Vihtavuori N133 is a comparable single-base fine extruded powder with a longer benchrest record in 6mm PPC and 222 Remington competition and Vihtavuori’s vertically integrated manufacturing consistency advantage. Its temperature stability (0.4-0.6 fps/°F) is comparable to LT-30. LT-30 is specifically optimized for 30 BR where N133 has less specific documentation. For 222 Remington precision, either is a legitimate choice – load development in your specific barrel guides the final selection.
Can LT-30 be used for subsonic 300 Blackout?
No – this is a genuine safety concern. LT-30 is too fast for 300 Blackout subsonic applications with 200-220 grain bullets. The very small charge weights required for subsonic velocities with a fast powder produce inadequate pressure for consistent ignition – squib risk is real and documented. Use Accurate 1680 or purpose-developed subsonic powders for 300 Blackout subsonic loading.
Conclusion
Accurate LT-30 occupies a specific and well-justified position in the precision benchrest market.

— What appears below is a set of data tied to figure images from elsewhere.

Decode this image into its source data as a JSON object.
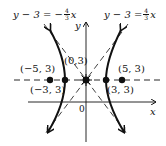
{
  "figure": {
    "asymptote_left": {
      "lhs": "y − 3 = −",
      "frac_num": "4",
      "frac_den": "3",
      "var": "x"
    },
    "asymptote_right": {
      "lhs": "y − 3 = ",
      "frac_num": "4",
      "frac_den": "3",
      "var": "x"
    },
    "points": [
      {
        "label": "(−5, 3)",
        "x": -5,
        "y": 3
      },
      {
        "label": "(−3, 3)",
        "x": -3,
        "y": 3
      },
      {
        "label": "(0,3)",
        "x": 0,
        "y": 3
      },
      {
        "label": "(3, 3)",
        "x": 3,
        "y": 3
      },
      {
        "label": "(5, 3)",
        "x": 5,
        "y": 3
      }
    ],
    "axes": {
      "x_label": "x",
      "y_label": "y",
      "origin_label": "0"
    },
    "colors": {
      "ink": "#111111",
      "background": "#ffffff"
    }
  }
}
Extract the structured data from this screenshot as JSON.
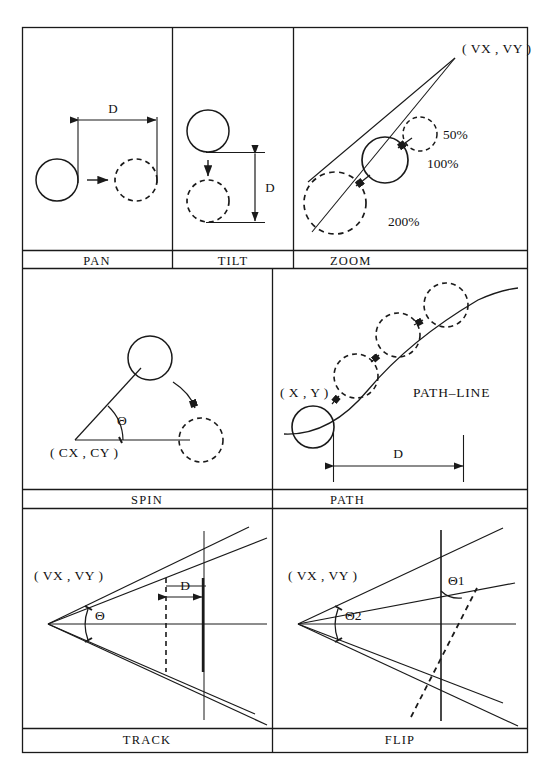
{
  "figure": {
    "stroke_color": "#1a1a1a",
    "background_color": "#ffffff",
    "rows": 3,
    "columns_row1": 3,
    "columns_row2": 2,
    "columns_row3": 2
  },
  "panels": [
    {
      "id": "pan",
      "label": "PAN",
      "annotations": [
        {
          "key": "distance",
          "text": "D"
        }
      ]
    },
    {
      "id": "tilt",
      "label": "TILT",
      "annotations": [
        {
          "key": "distance",
          "text": "D"
        }
      ]
    },
    {
      "id": "zoom",
      "label": "ZOOM",
      "annotations": [
        {
          "key": "vanishing_point",
          "text": "( VX , VY )"
        },
        {
          "key": "scale_small",
          "text": "50%"
        },
        {
          "key": "scale_mid",
          "text": "100%"
        },
        {
          "key": "scale_large",
          "text": "200%"
        }
      ]
    },
    {
      "id": "spin",
      "label": "SPIN",
      "annotations": [
        {
          "key": "center",
          "text": "( CX , CY )"
        },
        {
          "key": "angle",
          "text": "Θ"
        }
      ]
    },
    {
      "id": "path",
      "label": "PATH",
      "annotations": [
        {
          "key": "start_point",
          "text": "( X , Y )"
        },
        {
          "key": "path_line",
          "text": "PATH–LINE"
        },
        {
          "key": "distance",
          "text": "D"
        }
      ]
    },
    {
      "id": "track",
      "label": "TRACK",
      "annotations": [
        {
          "key": "vanishing_point",
          "text": "( VX , VY )"
        },
        {
          "key": "angle",
          "text": "Θ"
        },
        {
          "key": "distance",
          "text": "D"
        }
      ]
    },
    {
      "id": "flip",
      "label": "FLIP",
      "annotations": [
        {
          "key": "vanishing_point",
          "text": "( VX , VY )"
        },
        {
          "key": "angle1",
          "text": "Θ1"
        },
        {
          "key": "angle2",
          "text": "Θ2"
        }
      ]
    }
  ]
}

The fine-grain single-base extruded geometry produces metering consistency that rivals ball powders while maintaining the linear pressure curve that single-base chemistry delivers. The world record history in 30 BR benchrest is documented, not theoretical. For the small-capacity precision applications it was designed for, LT-30 delivers on its design brief.
The application window is narrow by design. Temperature sensitivity that is better than double-base ball powders but not at Extreme series levels, availability that depends on a specialized production cycle, and a data library focused primarily on Western Powders’ own publications – all define a specialist tool rather than a versatile all-rounder.
Choose Accurate LT-30 if you load 30 BR for short-range benchrest competition and want the powder with the documented competition record in that specific cartridge, or if you load 222 Remington or 300 Blackout supersonic in a precision bolt-gun and want fine-grain metering consistency with single-base chemistry. Choose Hodgdon H4198 if Extreme series temperature stability across all seasons is the priority and metering precision is secondary. Choose Hodgdon Benchmark if 204 Ruger and 222 Remington at Extreme series stability levels are the primary applications. Choose Accurate LT-32 if 6mm PPC is your benchrest cartridge.
Editor’s note: Published load data and manufacturer specifications are the starting point – not the final word. Field experience from reloaders who have actually worked with this powder is the most reliable guide to what it does in practice. If you have used Accurate LT-30, share your results in the comments.